These prayer breakfasts were begun in Seattle during the depression by a preacher named Abraham Veriede as a way to pull local business and political leaders together to beat the labor movement. Veriede courted the rich and powerful and built the organization now run by Douglas Coe and described in Jeff Sharlet's The Family. The group believes that the rich and powerful are given wealth and power by God to do his bidding and that minor considerations such as ethics and morality do not apply to them because they are doing God's bidding. Veriede and later Coe, often speak admiringly of the dedication of men such as Adolf Hitler and Lenin and want to harness the same sort of dedication to their cause. Read Sharlet's book, it is chilling stuff. The Family already has dozens of senators and congressmen in its "prayer cells" and it can be assumed their tentacles reach into these political prayer breakfasts in Canada too.
Then read Marci McDonald's book on the Canadian wing of theocratic movement and realize that it can and is happening here.
Don't get me wrong, I don't really have anything against religious belief - I'm a believer myself, at least on odd-numbered days.
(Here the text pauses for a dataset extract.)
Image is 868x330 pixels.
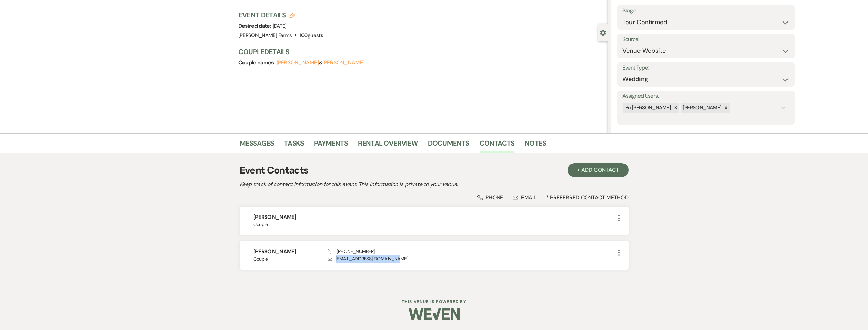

What I object to is allowing any one religion to sway public policy, especially a religion as goofy as the North American brand of tent revival fundamentalist Christianity. How goofy are some of these people?
From Antonia Zerbisais' article in The Toronto Star:
According to The Armageddon Factor, evangelicals believe Canada has to clean up its act on abortion, feminism, and homosexuality because it has a special role to play in the “end times.”
That’s because of Psalms 72: 8-9, which leads off the book, and foretells of “dominion … from sea to sea, and from the River to the ends of the earth.”
Never mind that it was likely about an ancient tribal leader’s turf. Many evangelicals see it as a sign, as they see how Parliament Hill’s Peace Tower clock, which stopped because of electrical problems for the first time ever in 2006, stopped at 7:28.
Yeah, that's the kind of magical thinking that you really really want governing economic, education, environmental and defense policy, the kind that thinks Jesus will take of everything for us and that there is no point planning past next Tuesday because the Rapture is coming.
Expect the lead up to the next election to consist entirely of distracting "culture war" wedge issues like gay marriage, crime, and whether the National Gallery should have nude pictures in it. There will even be coded references to changes in abortion law rules on maternal health and funding for religious aid organizations. If the Conservatives have their way the economy, the war in Afghanistan and the mistreatment of detainees and the government's abandonment of its responsibilities to its citizens (see Omar Khadr, Abousfian Abdelrazik, et al) will never be mentioned.